I’m doing it because I want to stay.
Because I want to earn back her trust.
Contrary to popular belief, I’m not an idiot; I know what I did to her was fucked up, and I didn’t just do it once. I kept doing it—so it’s no surprise she’d recoil after what happened between us last week.
I just…wish she didn’t.
I wish she’d talk to me. Hell, I wish I’d just done the right thing in the first place—left Kara when I should have, danced with Sage and only Sage at Jackson and Gen’s wedding.
But I didn’t. I got back together with Kara; I kept choosing the easier path. I didn’t have the backbone to leave her, not when she needed me in ways that felt more like obligation than love.
So now I vacuum the couch.
Not because it needs it, but because I keep hoping that maybe, just maybe, if I do enough, she’ll look at me and smile.
The vacuum hums low as I push it across the worn cushions, the brush head lifting flecks of lint and crumbs from between the seams. It’s not messy, not really. I cleaned it yesterday. But I’m back at it anyway—because movement feels better than stillness, and because I’m a pathetic glutton for whatever scraps of peace I can earn.
It’s sage-green, the couch.
Soft corduroy, slightly faded in the middle where she curls up with a blanket on slow mornings.
Same shade as her name, which feels cruel in a poetic kind of way.
I’m still dragging the vacuum hose along the edge of the armrest when I hear the jangle of keys in the lock. The front door clicks open, and she steps inside, tossing her keys in the ceramic bowl by instinct.
Sage kicks off her shoes one at a time, shoulders slumped, curls frizzed at the crown like she’s had them piled in a hair tie all day and yanked it out in the car. Her shirt’s wrinkled. She looks tired, and beautiful, and not at all like someone who wants to see me.
I turn the vacuum off, the silence that follows a little too loud.
“You don’t have to do that,” she says, not unkind, but distant. Like she’s commenting on the weather, or a neighbor’s dog barking too early in the morning.
I shrug. “Didn’t have anything better to do.”
She doesn’t respond. Just walks past me into the kitchen, pulling the fridge open like it wronged her.
And for a second, I think that maybe this is the most we’ll say all day.
Then, without turning around, she asks, “You want a beer?”
I blink. “Yeah. Sure.”
She disappears behind the open fridge door for a second longer—then walks back into the living room and holds out a Sweetwater 420.
I take it from her, careful not to let our fingers brush.
It’s not a peace offering.
Not exactly.
But it’s something.
And right now, I’ll take something.
I crack the can open with a soft hiss and nod toward the barstool she just passed. “Long day?”
She drops onto the arm of the couch instead, tipping her own beer back before answering. “Fryer’s acting up again. Katie called off. Couple of regulars wouldn’t stop asking if Harry’s dying.”
I wince. “Want me to look at the fryer?”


**Description of the task**. From the listing below, copy each line that holds "Potential".

⁂

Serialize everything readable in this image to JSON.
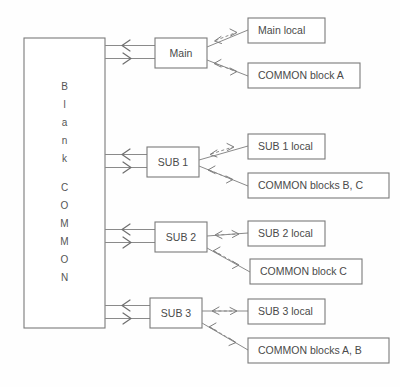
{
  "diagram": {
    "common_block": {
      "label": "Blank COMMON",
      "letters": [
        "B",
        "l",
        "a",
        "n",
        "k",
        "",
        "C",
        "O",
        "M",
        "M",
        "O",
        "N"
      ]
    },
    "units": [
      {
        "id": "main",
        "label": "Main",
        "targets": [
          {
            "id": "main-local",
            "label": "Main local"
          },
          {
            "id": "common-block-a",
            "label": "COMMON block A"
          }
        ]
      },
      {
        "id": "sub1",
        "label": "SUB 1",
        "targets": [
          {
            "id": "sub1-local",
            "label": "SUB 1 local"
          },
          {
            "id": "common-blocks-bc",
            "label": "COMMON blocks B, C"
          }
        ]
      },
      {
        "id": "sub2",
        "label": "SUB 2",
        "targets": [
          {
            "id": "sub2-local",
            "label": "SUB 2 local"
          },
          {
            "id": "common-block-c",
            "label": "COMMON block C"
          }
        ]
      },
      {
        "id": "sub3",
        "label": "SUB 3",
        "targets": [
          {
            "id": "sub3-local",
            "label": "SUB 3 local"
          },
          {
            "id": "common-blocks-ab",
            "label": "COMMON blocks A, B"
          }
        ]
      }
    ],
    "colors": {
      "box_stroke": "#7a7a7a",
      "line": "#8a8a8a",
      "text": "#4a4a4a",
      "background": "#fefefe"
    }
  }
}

⁂

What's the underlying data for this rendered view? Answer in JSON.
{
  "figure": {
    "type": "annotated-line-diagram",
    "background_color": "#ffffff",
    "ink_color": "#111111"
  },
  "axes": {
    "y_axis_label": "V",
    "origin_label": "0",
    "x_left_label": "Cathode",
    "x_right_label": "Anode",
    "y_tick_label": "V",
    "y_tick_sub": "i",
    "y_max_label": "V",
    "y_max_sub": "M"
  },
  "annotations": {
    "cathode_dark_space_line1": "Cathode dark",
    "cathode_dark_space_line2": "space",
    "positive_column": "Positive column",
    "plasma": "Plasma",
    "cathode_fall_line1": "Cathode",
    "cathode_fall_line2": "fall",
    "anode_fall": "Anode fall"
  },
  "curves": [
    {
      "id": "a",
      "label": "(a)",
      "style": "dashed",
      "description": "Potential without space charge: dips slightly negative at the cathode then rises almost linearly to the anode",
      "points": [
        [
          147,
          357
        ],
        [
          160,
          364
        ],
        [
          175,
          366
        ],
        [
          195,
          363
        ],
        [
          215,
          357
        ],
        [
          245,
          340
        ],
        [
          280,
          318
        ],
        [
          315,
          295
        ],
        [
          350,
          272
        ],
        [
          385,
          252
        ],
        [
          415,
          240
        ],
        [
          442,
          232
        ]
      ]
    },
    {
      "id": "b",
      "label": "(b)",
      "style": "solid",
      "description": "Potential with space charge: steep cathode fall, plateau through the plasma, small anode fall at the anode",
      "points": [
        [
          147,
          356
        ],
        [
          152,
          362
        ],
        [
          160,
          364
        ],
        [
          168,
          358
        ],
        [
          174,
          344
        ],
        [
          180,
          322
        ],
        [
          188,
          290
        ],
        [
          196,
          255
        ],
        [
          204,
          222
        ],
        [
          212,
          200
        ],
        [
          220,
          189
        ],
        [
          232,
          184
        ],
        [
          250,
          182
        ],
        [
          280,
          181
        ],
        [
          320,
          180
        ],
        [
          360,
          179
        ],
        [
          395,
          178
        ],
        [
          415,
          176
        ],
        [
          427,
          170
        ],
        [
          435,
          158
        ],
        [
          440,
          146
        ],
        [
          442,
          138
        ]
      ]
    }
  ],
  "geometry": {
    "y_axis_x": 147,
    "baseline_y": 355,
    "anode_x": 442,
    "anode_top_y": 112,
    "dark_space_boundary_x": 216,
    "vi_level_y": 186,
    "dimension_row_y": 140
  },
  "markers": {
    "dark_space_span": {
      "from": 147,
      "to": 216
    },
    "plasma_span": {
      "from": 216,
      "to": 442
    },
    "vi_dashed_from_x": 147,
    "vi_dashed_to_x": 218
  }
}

⁂

**Output of the exercise**.
      "description": "Potential without space charge: dips slightly negative at the cathode then rises almost linearly to the anode",
      "description": "Potential with space charge: steep cathode fall, plateau through the plasma, small anode fall at the anode",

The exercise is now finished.